Kallas Question Time: EU Strategy on the Middle East Comes Under Scrutiny
The European Union’s High Representative for Foreign Affairs and Security Policy, Kaja Kallas, faces Members of the European Parliament in Strasbourg this week for the institution’s first Question Time after a long pause, with the Union’s strategy on the cascade of crises in the Middle East at the centre of the exchange. The situations in Iran, Israel and Syria – each at a different point of the geopolitical map but each carrying first-order implications for European security and trade – are all on the agenda.
The return of Question Time
Question Time is the institutional moment when the High Representative comes to the hemicycle for direct, on-the-record exchanges with MEPs across political groups. The format has been used unevenly over the years, sometimes producing genuinely informative debates and sometimes degenerating into set-piece speeches. Its restoration after a pause is welcome to MEPs who have long argued that the Common Foreign and Security Policy needs more, not less, parliamentary scrutiny.
For Kaja Kallas, who took up the post in December 2024, the moment matters. As Estonia’s former Prime Minister and a politician whose foreign-policy instincts have been shaped by proximity to the Russian border, she has brought a distinctive tone to the Union’s external action: clearer on threats, more decisive on sanctions, more inclined to identify the geopolitical reality before negotiating with it.
Iran: the central file
The Iran file dominates the European foreign-policy agenda. The ongoing conflict in the region, the disruption of maritime traffic through the Strait of Hormuz that began affecting global shipping last year, and the implications for energy markets all sit at the intersection of European interests. The Union’s traditional position – a preference for diplomacy supported by economic pressure – has been tested by events to a degree that requires reassessment.
MEPs are expected to press Kallas on the EU’s leverage. Sanctions regimes, the future of any nuclear-related framework, the management of European citizens and dual nationals caught in the conflict, and the trade implications for industries dependent on Gulf energy flows – all sit in the same conversation.
Israel: the difficult conversation
The EU’s relationship with Israel is the most politically charged file in the Union’s external action. Member State positions diverge substantially, and any coherent EU posture requires patient construction across capitals. Kaja Kallas has had to navigate a debate that splits along multiple lines: those who argue the Union must use the leverage it has, those who emphasise the structural importance of the EU-Israel relationship, and those who focus primarily on the humanitarian and legal dimensions of the conflict.
Parliament has, on multiple occasions over recent months, taken positions that have pushed the Council to clarify its own line. The Question Time gives MEPs the opportunity to ask, directly, what the Union’s policy is, and where it is heading.
Syria: the file that does not go away
The Syrian file has receded from headlines but remains a structural concern. The post-Assad transition, the management of refugee flows, the question of whether and when return becomes a realistic option for displaced populations, and the security implications of the country’s continued instability all remain on the EU’s plate. The financial commitments the Union has made to neighbouring countries – Jordan, Lebanon, Turkey – sit alongside the long-term geopolitical question of what role the EU plays in the eastern Mediterranean.

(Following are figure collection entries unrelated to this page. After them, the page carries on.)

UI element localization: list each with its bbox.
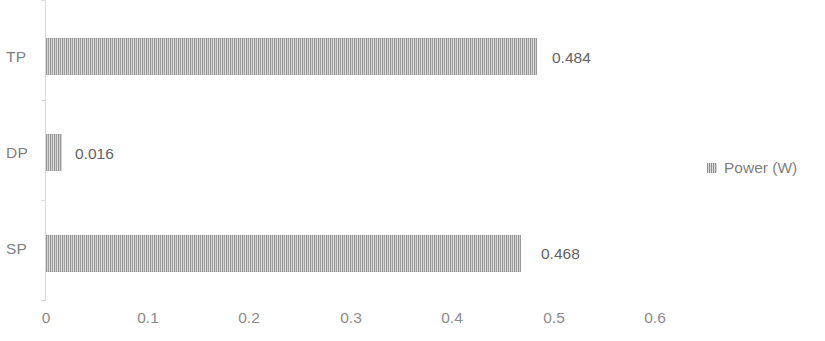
x-axis-tick-label-5: 0.5 [543,310,565,326]
value-label-tp: 0.484 [552,50,591,66]
y-axis-tick [41,100,45,101]
x-axis-tick-label-3: 0.3 [340,310,362,326]
legend-entry-label: Power (W) [724,160,797,176]
value-label-dp: 0.016 [75,146,114,162]
bar-tp [46,38,537,75]
chart-legend: Power (W) [707,160,797,176]
x-axis-tick-label-4: 0.4 [441,310,463,326]
bar-chart: TP 0.484 DP 0.016 SP 0.468 0 0.1 0.2 0.3… [0,0,825,341]
x-axis-tick-label-6: 0.6 [644,310,666,326]
bar-sp [46,235,521,272]
bar-dp [46,134,62,171]
category-label-dp: DP [0,145,36,161]
category-label-tp: TP [0,49,36,65]
value-label-sp: 0.468 [541,246,580,262]
x-axis-tick-label-0: 0 [42,310,51,326]
y-axis-tick [41,0,45,1]
hatched-square-marker-icon [707,163,717,173]
y-axis-tick [41,200,45,201]
x-axis-tick-label-1: 0.1 [137,310,159,326]
y-axis-tick [41,300,45,301]
plot-area: TP 0.484 DP 0.016 SP 0.468 0 0.1 0.2 0.3… [0,0,690,341]
x-axis-tick-label-2: 0.2 [238,310,260,326]
category-label-sp: SP [0,241,36,257]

The Trade Council in parallel
Kaja Kallas’s Question Time runs in parallel with the meeting of EU trade ministers, whose agenda also includes the impact of the Middle East conflict on trade flows. The two debates sit on the same geopolitical map: foreign policy and trade policy have, in the present moment, become difficult to separate.
That convergence is itself a sign of the times. The classical division between economics and security, which defined EU external action for much of its history, has eroded under the pressure of events. Trade sanctions, investment screening, critical raw materials, export controls and humanitarian aid have all become instruments of the same geopolitical project.
What MEPs will be watching
The Question Time format does not, by design, produce policy decisions. It produces clarity, or its absence. What MEPs will be watching for is the High Representative’s reading of the strategic moment: how she frames the Iranian challenge, how she manages the Israel file, how she sees the trajectory in Syria. The answers will not necessarily make policy. But they will reveal where the policy is heading.
Strasbourg this week, alongside the Cybersec Europe gathering in Brussels and the meeting of trade ministers, captures a Union confronting external challenges across multiple dimensions simultaneously. The Question Time, in that sense, is not just about the Middle East. It is about whether the EU is capable, in 2026, of articulating a coherent strategy in a world where its older assumptions no longer hold.